Landscape photography is not a scavenger hunt where you get rewarded for how many places you can photograph.

In my book, you are much better off photographing fewer places, but doing them very well. Return. Find different light. Find a different way to show the place.  See it in different seasons. Look for things like wildflowers, or wait for some bird or animal to come to it. Fall in love with the spot, and then work hard to tell it’s story – even if you have to keep trying.

Take Balanced Rock at Big Bend National Park. It is a beautiful place, at the edge of the Grapevine Hills. But it is a bit odd and a bit frustrating. You can only really see it full from a couple of vantage points (i.e. standing on a couple of boulders that let you see the whole scene), so almost all images of it look pretty much the same, no matter the photographer.

And I have shot this several times, so I did not really need this image, but made the long pre-dawn hike in the hope I might find it surrounded by wildflowers. Alas – NO, that was not to be. There were a few around, but not in your face and not in view of this class shot.  But still worth shooting? Hell yes!

Balanced Rock, Grapevine Hills, Big Bend National Park, Texas, USA.

Balanced Rock, Grapevine Hills, Big Bend National Park, Texas, USA.

But soon a few clouds started to build, and then I suddenly had something unique to that exact place and that exact moment.  For me, that is well worth the time and effort to get there and photograph  Balanced Rock yet again.

Balanced Rock, Grapevine Hills, Big Bend National Park, Texas, USA.

Balanced Rock, Grapevine Hills, Big Bend National Park, Texas, USA.

But wait, there is more.  What about finding a perspective you have never tried before?  I walked around the Balanced Rock as I watched these clouds roll through and finally found this image, which would not work anywhere near as well with an empty sky. Again, an image completely of this one time and place.

Balanced Rock, Grapevine Hills, Big Bend National Park, Texas, USA.

Balanced Rock, Grapevine Hills, Big Bend National Park, Texas, USA.

And about those wildflowers, could I find any nearby? With a little searching, I finally found a couple of vantage points that allowed me to include flowers and Balanced Rock in the same frame.

Wildflowers and Balanced Rock, Grapevine Hills, Big Bend National Park, Texas, USA.

Wildflowers and Balanced Rock, Grapevine Hills, Big Bend National Park, Texas, USA.

Fiveneedle dogwood (tentative) wildflowers and Balanced Rock, Grapevine Hills, Big Bend National Park, Texas, USA.

Fiveneedle dogwood (tentative) wildflowers and Balanced Rock, Grapevine Hills, Big Bend National Park, Texas, USA.

Fiveneedle dogwood (tentative) wildflowers and Balanced Rock, Grapevine Hills, Big Bend National Park, Texas, USA.

Fiveneedle dogwood (tentative) wildflowers and Balanced Rock, Grapevine Hills, Big Bend National Park, Texas, USA.

So is that worth coming back to Balanced Rock every time I come to Big Bend? For me, the answer is definitely yes.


— What is being asked —
For the word "followed", give the number of lines in these entries that contain it, with nothing else.

Provided information section start

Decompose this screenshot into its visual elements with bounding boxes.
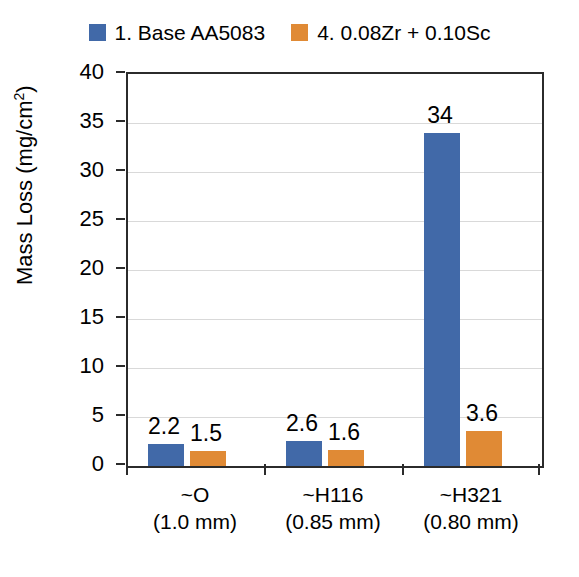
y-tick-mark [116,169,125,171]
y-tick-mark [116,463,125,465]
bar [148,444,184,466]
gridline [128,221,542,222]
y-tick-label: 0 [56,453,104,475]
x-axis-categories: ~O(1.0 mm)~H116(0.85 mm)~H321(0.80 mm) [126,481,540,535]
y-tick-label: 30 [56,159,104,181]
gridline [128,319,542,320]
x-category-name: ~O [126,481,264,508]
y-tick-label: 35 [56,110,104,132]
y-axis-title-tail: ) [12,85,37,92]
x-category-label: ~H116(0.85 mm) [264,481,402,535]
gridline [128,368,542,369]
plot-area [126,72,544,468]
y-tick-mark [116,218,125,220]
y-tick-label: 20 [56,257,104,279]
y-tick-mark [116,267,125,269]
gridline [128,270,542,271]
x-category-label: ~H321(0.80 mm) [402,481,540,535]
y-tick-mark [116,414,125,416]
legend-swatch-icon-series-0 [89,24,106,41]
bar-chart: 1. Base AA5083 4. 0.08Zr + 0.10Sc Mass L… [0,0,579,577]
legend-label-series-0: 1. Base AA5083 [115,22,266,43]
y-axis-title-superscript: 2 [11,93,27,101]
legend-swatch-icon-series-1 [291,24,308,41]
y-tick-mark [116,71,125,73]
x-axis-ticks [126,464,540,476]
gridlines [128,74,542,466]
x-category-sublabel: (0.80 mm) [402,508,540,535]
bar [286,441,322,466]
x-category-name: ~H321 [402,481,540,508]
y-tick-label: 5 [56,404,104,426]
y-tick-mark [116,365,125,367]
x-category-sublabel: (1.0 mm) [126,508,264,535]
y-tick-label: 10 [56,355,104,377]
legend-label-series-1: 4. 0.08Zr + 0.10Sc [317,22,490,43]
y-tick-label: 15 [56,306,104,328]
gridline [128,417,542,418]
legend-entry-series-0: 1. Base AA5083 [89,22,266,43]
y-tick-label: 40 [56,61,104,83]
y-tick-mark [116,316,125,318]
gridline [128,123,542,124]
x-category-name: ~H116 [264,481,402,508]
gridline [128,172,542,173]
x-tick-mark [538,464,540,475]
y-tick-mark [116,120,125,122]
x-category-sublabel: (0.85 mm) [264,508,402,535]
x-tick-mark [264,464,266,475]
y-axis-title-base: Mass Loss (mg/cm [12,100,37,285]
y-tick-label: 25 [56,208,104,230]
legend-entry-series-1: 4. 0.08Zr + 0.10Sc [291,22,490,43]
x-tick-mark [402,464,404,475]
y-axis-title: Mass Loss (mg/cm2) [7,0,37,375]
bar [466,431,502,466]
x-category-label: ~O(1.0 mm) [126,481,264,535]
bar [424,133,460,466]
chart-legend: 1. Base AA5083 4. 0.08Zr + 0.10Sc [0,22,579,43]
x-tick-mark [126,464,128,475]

Provided information section end
Provided information section start

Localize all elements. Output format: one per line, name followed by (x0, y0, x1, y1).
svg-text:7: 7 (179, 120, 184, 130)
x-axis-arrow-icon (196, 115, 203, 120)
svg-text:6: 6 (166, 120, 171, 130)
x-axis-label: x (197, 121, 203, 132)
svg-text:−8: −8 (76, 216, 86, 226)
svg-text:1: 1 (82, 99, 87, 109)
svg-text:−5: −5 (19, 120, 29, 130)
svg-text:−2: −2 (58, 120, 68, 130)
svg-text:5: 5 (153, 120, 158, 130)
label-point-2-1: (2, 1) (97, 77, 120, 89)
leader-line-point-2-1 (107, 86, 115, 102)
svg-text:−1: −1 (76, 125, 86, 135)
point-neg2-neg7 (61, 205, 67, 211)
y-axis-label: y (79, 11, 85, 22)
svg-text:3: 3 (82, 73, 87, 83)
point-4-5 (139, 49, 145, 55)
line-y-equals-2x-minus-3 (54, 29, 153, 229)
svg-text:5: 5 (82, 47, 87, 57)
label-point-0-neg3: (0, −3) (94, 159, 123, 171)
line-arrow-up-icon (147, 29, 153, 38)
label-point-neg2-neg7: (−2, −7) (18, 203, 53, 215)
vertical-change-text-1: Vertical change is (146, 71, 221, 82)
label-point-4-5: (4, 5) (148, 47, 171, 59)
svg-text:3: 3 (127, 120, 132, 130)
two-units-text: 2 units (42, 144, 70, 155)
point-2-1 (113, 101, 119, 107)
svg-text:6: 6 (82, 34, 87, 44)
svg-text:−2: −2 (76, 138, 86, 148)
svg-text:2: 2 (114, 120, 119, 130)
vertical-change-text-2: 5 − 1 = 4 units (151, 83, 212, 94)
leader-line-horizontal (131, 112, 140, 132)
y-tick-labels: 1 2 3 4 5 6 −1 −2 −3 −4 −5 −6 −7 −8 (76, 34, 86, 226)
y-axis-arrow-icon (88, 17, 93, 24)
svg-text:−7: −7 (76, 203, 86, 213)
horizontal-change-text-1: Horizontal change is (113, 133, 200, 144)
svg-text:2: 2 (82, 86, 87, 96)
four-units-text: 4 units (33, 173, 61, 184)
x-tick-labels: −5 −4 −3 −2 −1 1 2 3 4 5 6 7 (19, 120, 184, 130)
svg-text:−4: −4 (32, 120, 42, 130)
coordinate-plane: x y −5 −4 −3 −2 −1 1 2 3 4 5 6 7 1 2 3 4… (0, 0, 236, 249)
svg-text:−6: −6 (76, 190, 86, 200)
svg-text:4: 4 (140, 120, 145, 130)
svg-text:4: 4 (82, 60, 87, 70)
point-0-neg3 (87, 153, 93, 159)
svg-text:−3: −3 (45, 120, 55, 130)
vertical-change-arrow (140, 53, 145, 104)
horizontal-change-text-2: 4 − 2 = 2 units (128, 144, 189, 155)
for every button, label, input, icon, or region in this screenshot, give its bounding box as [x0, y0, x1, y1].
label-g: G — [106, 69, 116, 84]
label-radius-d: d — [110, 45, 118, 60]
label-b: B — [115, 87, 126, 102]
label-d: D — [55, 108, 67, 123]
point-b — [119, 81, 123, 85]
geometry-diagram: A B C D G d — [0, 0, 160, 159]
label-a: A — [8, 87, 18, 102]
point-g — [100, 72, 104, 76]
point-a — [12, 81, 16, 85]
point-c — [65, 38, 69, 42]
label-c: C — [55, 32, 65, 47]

Provided information section end
Provided information section start

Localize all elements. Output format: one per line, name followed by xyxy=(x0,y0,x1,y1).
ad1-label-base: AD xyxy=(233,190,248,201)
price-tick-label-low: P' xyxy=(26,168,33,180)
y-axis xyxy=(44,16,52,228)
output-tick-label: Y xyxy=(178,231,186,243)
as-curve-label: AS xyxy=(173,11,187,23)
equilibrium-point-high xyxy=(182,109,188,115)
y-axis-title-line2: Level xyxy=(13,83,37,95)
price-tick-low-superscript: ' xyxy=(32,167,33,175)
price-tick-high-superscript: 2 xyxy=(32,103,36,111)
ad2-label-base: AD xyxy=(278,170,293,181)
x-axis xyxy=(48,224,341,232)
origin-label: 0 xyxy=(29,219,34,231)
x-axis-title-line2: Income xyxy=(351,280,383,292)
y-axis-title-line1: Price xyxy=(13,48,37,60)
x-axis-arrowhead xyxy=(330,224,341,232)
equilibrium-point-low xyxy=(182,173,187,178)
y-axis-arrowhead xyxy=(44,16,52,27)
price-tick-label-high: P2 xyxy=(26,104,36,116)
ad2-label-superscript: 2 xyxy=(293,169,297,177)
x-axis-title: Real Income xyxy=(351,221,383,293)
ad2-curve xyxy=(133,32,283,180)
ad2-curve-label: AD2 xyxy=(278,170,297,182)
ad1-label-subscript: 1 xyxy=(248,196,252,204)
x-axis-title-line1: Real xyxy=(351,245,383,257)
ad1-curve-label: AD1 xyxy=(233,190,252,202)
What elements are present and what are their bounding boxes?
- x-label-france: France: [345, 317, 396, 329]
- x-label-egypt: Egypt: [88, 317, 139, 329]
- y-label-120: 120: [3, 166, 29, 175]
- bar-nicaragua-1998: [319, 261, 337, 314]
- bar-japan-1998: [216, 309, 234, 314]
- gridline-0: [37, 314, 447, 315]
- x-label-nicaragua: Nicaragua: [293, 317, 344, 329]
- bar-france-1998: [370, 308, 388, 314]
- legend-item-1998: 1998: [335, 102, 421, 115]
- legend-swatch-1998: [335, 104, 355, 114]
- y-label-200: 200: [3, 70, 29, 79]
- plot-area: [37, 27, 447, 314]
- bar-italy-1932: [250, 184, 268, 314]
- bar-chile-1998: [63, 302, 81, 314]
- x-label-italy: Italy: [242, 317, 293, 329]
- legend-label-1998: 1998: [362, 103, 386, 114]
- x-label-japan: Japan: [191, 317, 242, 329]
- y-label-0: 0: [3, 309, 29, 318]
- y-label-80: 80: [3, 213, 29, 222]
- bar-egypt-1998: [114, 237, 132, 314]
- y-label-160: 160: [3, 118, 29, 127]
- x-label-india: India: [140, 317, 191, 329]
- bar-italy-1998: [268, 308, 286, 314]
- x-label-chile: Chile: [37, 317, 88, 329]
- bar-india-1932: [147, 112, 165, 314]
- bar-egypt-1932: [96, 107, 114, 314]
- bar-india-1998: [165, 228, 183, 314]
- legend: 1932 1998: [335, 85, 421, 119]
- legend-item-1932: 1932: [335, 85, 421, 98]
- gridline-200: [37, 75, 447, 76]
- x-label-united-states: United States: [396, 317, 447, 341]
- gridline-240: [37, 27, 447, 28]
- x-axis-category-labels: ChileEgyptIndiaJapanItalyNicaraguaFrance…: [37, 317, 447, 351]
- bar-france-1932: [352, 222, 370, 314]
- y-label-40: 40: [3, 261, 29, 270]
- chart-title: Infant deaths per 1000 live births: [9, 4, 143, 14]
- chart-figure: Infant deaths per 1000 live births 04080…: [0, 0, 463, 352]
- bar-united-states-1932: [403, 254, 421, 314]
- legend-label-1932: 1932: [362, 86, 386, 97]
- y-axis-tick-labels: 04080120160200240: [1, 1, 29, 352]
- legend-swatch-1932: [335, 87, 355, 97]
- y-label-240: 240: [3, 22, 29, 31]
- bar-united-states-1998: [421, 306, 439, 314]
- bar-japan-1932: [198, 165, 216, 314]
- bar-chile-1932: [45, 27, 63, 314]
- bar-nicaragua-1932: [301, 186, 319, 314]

Provided information section end

— Worked solution —
2